Assigned task: Filter the listing for lines containing "mbar".

Data for the task:
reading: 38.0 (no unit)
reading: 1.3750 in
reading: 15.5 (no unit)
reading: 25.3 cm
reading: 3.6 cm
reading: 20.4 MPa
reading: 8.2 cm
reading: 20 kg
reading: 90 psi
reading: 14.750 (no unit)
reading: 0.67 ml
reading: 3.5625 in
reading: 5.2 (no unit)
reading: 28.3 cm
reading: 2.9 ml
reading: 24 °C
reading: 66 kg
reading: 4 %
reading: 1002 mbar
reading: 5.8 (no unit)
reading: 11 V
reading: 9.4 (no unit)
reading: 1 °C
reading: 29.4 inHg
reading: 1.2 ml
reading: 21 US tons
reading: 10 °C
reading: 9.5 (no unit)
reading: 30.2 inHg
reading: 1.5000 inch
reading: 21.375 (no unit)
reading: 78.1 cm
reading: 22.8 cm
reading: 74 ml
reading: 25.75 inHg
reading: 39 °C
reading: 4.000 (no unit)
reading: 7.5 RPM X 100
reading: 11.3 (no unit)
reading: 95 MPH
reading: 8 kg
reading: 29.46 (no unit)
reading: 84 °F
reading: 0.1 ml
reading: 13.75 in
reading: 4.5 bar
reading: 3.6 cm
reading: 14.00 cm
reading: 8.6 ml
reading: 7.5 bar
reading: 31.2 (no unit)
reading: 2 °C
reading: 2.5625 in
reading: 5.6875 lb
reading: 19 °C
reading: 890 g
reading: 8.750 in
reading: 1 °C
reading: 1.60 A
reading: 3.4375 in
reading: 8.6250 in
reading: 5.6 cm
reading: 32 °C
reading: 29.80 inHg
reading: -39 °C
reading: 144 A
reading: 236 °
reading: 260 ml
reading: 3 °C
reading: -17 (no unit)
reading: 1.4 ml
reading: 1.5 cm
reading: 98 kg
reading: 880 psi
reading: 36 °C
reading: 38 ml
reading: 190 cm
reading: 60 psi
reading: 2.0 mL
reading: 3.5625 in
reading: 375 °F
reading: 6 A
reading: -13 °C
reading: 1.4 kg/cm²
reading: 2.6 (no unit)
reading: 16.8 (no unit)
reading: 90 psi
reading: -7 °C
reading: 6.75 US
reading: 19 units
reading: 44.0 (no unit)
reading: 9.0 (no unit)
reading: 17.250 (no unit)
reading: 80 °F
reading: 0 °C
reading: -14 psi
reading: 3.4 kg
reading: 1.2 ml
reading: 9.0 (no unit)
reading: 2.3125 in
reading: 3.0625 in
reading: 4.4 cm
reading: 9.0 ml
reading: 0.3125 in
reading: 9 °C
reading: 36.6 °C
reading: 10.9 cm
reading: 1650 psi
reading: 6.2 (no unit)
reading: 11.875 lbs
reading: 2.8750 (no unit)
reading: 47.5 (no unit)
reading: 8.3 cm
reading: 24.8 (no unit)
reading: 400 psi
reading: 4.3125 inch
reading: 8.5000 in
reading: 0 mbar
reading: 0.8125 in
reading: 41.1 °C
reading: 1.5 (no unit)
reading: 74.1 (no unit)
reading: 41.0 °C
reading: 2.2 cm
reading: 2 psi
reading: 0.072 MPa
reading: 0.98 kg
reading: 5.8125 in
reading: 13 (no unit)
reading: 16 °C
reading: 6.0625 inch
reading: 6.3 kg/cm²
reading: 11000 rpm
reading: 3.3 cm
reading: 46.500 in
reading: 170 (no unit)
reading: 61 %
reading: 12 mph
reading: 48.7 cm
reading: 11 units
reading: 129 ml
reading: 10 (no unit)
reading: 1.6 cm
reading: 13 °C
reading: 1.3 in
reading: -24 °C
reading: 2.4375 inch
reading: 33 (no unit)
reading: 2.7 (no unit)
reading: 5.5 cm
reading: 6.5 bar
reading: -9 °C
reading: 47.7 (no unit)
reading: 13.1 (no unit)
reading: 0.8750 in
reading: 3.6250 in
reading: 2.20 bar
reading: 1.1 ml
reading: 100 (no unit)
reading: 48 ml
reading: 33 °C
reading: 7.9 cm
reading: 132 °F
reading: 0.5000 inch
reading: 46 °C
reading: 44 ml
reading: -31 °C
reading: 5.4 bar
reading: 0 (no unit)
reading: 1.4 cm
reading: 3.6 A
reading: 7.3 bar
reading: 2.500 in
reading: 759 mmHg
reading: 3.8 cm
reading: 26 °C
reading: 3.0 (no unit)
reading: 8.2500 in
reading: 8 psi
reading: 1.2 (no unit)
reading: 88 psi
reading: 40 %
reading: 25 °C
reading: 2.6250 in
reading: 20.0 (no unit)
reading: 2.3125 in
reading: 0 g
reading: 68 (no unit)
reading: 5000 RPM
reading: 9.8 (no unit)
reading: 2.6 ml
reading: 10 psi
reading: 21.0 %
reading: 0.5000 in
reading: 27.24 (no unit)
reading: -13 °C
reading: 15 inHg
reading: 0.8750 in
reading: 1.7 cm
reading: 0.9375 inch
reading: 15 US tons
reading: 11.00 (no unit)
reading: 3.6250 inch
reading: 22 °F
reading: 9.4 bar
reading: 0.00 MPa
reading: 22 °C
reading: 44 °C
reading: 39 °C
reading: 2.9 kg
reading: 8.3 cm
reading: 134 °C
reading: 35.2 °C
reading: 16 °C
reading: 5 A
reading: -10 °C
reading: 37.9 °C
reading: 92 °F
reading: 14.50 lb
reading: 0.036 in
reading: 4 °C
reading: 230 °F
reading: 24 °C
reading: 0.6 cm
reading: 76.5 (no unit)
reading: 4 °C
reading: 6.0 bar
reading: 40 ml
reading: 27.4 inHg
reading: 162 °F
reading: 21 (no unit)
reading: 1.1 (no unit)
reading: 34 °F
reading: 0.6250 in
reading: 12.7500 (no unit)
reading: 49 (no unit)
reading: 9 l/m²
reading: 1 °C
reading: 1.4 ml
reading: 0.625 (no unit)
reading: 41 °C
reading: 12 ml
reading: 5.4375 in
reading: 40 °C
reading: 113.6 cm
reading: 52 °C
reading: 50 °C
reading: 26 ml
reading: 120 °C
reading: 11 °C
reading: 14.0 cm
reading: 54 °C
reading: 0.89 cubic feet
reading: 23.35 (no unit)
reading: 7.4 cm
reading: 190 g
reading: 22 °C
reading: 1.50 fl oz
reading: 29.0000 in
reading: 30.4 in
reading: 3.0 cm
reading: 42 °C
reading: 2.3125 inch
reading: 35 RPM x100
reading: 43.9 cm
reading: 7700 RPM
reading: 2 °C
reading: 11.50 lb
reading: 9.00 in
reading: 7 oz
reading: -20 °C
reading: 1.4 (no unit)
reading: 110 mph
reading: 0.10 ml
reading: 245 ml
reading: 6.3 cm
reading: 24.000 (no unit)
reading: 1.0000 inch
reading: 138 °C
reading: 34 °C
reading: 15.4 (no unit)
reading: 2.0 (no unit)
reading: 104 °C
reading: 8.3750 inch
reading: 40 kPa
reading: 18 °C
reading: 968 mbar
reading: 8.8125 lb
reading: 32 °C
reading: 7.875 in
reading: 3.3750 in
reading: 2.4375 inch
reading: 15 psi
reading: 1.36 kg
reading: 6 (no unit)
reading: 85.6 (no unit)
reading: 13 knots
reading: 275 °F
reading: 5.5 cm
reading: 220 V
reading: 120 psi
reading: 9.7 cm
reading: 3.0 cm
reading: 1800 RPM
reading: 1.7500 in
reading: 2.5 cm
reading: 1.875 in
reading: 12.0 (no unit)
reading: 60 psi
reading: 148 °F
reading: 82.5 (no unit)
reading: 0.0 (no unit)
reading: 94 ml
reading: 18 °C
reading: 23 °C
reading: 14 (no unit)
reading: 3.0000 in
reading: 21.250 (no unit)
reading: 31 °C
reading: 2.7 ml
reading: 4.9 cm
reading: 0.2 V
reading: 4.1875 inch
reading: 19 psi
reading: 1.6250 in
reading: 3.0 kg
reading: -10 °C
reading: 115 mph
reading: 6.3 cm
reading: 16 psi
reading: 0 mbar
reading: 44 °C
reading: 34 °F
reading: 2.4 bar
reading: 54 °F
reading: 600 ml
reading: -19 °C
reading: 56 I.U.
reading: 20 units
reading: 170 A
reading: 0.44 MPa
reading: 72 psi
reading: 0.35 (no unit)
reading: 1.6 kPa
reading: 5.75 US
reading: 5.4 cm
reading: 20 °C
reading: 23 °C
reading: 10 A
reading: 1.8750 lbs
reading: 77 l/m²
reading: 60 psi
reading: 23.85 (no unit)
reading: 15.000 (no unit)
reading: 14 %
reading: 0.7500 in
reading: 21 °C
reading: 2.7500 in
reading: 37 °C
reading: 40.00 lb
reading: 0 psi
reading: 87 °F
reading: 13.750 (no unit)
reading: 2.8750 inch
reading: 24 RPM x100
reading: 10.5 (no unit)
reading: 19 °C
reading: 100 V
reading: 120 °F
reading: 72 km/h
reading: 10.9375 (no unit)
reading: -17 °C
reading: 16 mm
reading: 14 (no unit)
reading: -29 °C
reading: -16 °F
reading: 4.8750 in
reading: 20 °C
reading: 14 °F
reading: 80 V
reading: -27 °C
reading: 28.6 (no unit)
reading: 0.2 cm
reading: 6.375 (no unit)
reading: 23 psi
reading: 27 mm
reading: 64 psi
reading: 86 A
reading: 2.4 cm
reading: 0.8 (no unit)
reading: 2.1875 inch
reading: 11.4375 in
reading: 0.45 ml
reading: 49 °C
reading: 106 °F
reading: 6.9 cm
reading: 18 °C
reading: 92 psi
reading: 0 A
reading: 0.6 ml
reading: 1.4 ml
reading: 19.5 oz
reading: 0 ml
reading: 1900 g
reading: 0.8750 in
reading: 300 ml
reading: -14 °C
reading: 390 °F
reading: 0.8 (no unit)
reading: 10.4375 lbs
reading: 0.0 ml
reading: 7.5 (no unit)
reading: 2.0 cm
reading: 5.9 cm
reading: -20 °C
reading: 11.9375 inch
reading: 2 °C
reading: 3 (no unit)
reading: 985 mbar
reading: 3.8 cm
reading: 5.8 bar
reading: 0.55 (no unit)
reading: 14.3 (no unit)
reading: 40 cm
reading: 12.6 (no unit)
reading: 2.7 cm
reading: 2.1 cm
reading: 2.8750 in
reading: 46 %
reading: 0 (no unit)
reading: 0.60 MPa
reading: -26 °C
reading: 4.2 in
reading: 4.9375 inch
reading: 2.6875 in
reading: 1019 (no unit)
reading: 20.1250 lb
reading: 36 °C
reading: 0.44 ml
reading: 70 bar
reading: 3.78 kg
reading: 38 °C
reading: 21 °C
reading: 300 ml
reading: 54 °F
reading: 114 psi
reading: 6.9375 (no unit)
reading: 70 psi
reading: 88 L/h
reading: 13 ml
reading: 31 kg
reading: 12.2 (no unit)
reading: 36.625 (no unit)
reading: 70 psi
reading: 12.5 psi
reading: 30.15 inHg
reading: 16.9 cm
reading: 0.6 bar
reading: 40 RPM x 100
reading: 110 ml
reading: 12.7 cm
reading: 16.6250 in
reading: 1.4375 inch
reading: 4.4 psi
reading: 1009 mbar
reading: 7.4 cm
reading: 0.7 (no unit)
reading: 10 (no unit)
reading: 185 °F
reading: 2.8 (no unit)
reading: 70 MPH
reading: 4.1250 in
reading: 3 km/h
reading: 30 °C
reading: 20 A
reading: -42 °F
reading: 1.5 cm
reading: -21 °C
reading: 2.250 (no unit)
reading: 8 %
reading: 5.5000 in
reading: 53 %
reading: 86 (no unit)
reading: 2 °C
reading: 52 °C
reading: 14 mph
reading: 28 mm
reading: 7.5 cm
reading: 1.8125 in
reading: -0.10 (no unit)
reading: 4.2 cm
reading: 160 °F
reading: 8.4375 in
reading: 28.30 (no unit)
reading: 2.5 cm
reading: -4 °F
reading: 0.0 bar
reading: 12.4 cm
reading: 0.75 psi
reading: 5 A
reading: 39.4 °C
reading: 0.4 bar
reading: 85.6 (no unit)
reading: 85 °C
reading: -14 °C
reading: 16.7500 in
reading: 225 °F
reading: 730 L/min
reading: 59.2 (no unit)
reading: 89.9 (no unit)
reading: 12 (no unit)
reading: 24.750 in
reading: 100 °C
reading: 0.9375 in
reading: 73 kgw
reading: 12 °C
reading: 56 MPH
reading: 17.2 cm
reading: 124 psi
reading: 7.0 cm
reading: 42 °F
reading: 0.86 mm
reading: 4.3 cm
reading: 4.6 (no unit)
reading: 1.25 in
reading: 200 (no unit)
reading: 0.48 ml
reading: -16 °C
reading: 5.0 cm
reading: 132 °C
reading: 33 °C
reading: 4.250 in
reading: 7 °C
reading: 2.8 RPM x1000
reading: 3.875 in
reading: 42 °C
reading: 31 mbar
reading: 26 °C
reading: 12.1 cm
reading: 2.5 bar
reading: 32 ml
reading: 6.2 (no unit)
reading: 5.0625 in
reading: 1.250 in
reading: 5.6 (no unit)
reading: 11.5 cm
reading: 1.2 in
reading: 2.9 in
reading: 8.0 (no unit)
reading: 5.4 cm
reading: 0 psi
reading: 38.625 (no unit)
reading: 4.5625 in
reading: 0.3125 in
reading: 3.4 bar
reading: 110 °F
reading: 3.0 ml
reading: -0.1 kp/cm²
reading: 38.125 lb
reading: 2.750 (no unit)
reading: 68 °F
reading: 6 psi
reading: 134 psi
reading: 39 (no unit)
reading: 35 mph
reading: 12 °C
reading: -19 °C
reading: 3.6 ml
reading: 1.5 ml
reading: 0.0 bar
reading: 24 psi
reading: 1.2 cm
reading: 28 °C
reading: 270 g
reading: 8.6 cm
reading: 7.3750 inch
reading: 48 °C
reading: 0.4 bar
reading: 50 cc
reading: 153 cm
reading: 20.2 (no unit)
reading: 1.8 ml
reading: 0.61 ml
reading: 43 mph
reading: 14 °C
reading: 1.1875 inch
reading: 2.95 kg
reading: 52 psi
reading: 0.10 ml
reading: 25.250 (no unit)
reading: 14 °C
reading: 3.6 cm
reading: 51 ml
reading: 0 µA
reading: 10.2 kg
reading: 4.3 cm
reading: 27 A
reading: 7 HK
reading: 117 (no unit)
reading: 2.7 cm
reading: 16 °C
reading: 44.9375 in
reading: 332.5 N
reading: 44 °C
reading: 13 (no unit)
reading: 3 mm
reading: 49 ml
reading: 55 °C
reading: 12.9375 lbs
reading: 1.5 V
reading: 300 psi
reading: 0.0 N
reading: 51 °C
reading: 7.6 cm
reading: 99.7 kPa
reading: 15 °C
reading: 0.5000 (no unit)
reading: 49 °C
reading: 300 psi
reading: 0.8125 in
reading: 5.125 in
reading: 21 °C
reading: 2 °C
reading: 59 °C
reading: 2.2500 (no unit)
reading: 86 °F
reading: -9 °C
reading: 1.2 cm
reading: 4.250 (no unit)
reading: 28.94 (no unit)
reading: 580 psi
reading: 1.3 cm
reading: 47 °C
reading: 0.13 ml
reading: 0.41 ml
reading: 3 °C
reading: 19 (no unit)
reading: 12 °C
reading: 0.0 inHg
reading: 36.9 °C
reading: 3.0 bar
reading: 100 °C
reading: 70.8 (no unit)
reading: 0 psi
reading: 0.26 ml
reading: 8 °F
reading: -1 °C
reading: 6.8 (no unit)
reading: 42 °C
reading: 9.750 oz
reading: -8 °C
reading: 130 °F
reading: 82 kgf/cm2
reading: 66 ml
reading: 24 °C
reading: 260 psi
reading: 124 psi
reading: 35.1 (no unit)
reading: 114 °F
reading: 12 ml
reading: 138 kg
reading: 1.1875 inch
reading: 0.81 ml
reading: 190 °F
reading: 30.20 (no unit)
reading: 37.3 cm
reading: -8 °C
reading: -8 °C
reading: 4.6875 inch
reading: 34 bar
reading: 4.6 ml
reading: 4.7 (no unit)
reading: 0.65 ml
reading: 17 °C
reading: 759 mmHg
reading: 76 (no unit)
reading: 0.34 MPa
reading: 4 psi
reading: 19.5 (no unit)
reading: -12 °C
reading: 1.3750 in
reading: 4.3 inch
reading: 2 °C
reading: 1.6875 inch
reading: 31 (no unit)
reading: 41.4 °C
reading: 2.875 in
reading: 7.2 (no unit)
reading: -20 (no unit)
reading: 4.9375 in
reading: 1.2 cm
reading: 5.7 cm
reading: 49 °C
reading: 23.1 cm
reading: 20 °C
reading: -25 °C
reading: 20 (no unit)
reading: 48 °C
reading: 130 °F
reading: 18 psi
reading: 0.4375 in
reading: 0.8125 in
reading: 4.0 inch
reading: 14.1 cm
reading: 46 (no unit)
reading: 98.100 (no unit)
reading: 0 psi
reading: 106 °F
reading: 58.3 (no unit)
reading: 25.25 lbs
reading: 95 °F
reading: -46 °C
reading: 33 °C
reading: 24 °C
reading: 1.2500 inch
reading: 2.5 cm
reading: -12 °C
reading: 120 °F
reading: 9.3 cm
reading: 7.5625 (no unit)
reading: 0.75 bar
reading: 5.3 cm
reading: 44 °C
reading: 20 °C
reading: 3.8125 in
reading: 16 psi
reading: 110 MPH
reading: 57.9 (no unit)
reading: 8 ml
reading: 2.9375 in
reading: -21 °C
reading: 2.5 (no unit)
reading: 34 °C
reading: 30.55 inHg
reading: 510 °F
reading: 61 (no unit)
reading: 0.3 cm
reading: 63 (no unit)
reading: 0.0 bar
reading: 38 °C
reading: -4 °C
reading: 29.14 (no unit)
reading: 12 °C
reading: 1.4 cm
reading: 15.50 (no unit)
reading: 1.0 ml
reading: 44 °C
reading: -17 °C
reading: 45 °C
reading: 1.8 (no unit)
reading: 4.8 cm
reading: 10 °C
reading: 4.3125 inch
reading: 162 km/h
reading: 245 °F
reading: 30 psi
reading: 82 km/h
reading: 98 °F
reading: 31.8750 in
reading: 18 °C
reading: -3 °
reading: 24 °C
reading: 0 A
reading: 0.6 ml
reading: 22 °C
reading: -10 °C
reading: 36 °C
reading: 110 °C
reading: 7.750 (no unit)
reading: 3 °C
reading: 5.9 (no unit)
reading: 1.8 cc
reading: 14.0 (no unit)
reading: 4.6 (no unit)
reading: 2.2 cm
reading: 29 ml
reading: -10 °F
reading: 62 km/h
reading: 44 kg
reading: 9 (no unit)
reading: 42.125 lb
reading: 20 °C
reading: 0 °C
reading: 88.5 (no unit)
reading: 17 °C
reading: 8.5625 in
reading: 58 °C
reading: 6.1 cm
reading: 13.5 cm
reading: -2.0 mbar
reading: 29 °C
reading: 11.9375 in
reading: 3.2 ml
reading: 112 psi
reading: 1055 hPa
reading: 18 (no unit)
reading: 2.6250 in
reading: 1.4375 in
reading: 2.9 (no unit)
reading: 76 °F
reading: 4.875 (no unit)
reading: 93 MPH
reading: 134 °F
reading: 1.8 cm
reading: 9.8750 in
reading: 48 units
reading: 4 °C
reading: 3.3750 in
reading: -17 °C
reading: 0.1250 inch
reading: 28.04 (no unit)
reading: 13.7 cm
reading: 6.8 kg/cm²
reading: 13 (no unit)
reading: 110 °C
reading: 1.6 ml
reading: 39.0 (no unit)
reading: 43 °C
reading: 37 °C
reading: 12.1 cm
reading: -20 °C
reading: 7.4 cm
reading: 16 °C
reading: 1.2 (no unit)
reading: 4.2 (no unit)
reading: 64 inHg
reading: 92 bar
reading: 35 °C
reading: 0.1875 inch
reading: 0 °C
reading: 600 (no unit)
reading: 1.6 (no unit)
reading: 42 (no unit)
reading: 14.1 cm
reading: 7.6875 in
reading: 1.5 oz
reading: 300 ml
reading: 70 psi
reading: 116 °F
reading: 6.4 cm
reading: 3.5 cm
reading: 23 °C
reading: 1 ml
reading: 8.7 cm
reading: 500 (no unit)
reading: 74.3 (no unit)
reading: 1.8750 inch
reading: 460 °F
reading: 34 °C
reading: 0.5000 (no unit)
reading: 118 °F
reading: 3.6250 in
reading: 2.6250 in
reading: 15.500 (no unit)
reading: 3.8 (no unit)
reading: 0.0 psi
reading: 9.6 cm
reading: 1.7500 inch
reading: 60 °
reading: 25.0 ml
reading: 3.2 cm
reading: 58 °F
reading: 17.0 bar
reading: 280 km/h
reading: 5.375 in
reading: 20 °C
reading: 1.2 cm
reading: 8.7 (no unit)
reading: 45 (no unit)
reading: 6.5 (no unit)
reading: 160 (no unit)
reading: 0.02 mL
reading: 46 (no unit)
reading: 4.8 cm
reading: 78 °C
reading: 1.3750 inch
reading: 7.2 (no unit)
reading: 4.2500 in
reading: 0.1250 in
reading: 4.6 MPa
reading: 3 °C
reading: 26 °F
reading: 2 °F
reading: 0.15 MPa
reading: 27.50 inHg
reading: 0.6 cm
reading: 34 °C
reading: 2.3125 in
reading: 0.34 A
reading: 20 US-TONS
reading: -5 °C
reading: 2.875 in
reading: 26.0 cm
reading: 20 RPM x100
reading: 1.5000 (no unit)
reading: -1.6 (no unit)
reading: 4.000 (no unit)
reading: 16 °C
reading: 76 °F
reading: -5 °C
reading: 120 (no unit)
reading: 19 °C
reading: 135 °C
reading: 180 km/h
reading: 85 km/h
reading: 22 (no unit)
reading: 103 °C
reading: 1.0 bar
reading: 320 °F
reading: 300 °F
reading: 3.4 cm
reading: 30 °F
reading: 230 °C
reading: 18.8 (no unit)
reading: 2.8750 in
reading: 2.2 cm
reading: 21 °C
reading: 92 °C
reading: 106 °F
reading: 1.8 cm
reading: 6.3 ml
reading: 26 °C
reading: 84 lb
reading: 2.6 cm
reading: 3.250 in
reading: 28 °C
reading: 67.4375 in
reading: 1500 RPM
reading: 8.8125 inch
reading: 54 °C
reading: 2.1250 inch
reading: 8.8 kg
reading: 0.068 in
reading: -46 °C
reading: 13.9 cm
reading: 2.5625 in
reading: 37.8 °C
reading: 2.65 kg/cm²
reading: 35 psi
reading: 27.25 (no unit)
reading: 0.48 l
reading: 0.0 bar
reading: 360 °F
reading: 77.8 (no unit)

Answer below:
reading: 1002 mbar
reading: 0 mbar
reading: 968 mbar
reading: 0 mbar
reading: 985 mbar
reading: 1009 mbar
reading: 31 mbar
reading: -2.0 mbar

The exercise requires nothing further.